Hydrogen’s role in enabling countries to reach net-zero targets may be complicated by its indirect, short-term global warming potential, suggests a recent study by environmental non-profit the Environmental Defense Fund (EDF).
The study, titled ‘Climate consequences of hydrogen emissions’ and published in peer-reviewed journal Atmospheric Chemistry and Physics, notes that hydrogen’s warming impact is “overlooked and underestimated”, as the indirect warming effects of the gas may last only a couple of decades—whereas standard methods for measuring climate impacts tend to consider warming potential in the long term.
“When we started looking into [hydrogen], we realised that, even though there was a history of literature pointing out these warming effects of hydrogen, it was almost always communicated using the standard global warming potential with [a] 100-year time horizon,” Ilissa Ocko, climate scientist at EDF and co-author of the paper, tells Hydrogen Economist.
1pc – Hydrogen leak rate in best-case scenario
Hydrogen reacts with hydroxyl radicals—a naturally occurring sink for potent short-term greenhouse gas methane—in the atmosphere, which increases the amount of methane as well as other greenhouse gases such as tropospheric ozone and stratospheric water vapour. As such, while switching to hydrogen avoids emissions of long-lived greenhouse gas CO₂, hydrogen leaks can both contribute to and deplete the capacity to remove short-lived greenhouse gases.
Assessing what impact scaling up the hydrogen economy would have on the climate in the short term is further complicated by a lack of data on small-scale leaks throughout the value chain.
“We realised it was a very similar issue to what we found ten years ago with natural gas, that there was no data on how much was actually leaking in total,” Ocko says, noting that the scale of small but important hydrogen leaks can be in the parts per billion—too small for most available sensors to measure.
EDF is working with industrial sensor and software developer Aerodyne Research to advance its ability to measure hydrogen leaks to assess the scale of leakage in the existing supply chain.
“We want to start adding it up: how much is leaking from the electrolyser? How much is leaking when you compress it? How much is leaking when you store it? How much is leaking when you move it?
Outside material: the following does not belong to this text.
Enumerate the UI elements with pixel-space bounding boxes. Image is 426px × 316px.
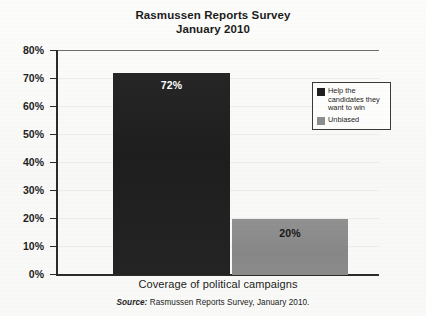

When you add it all up, that is when it can become significant,” she says, adding that literature to-date estimates leakage may range from 1-10pc per unit of hydrogen consumed.
While 10pc is on the higher end of estimates and would represent a major loss of valuable product for the industry, the true scale of potential leakage throughout the global supply chain remains unknown.
In the study’s best-case scenario, with a hydrogen and methane leak rate of 1pc, green and blue hydrogen would respectively realise a greater than 95pc and 85pc decrease in warming effect 100 years after switching from fossil fuels, and green would realise this decrease within ten years.
“If you were to minimise your methane leaks… then blue hydrogen should be better for the climate than fossil fuels” Ocko, EDF
But in the worst-case scenario, with a hydrogen leak rate of 10pc and methane leak rate of 3pc, while both forms of hydrogen would still decrease warming 100 years after the switch, blue hydrogen could have a worse climate impact than fossil fuels ten and 20 years on from switching.
“It is that extra methane that really pushes blue hydrogen over the top in terms of being worse [in the short term] than the fossil fuel applications you are replacing,” says Ocko. “If you were to minimise your methane leaks, which we are much further along in terms of having available actions and measures to do that and to monitor that, then blue hydrogen should be better for the climate than fossil fuels. How much better will depend on your hydrogen leakage.”
While reducing long-term warming impacts via avoided CO₂ emissions is important for preventing catastrophic climate change, the consequences of emitting greenhouse gases with short-term global warming potential—including the higher probability that extreme weather events are more frequent and more severe—should not be overlooked, Ocko warns.
“That is why we focus so much on methane, because it is a quarter of today’s warming, but that warming is all from recent emissions in the past 10-20 years. The moment we stop replenishing the atmosphere with methane, we can almost immediately reduce that warming impact,” she adds.
One way to reduce leaks could be to limit the volume of hydrogen stored and transported as a gas. The industry is exploring shipping hydrogen as ammonia, followed by either reconversion or direct consumption. A recent report by consultancy Wood Mackenzie estimates ammonia to be the second-most cost-effective way to ship hydrogen, just behind the liquid form, with existing infrastructure a key advantage.
“First principle is, if you are converting hydrogen into ammonia, and then shipping it as ammonia, you are going to cut out a big part of that value-chain pathway where the hydrogen could be leaking. But ammonia leakage has its own concerns, so it is not perfect, even though it would minimise the hydrogen leakage risk,” says Ocko.
Further research will be needed to quantify how much hydrogen leakage occurs during transportation, conversion to other products and reconversion, she adds.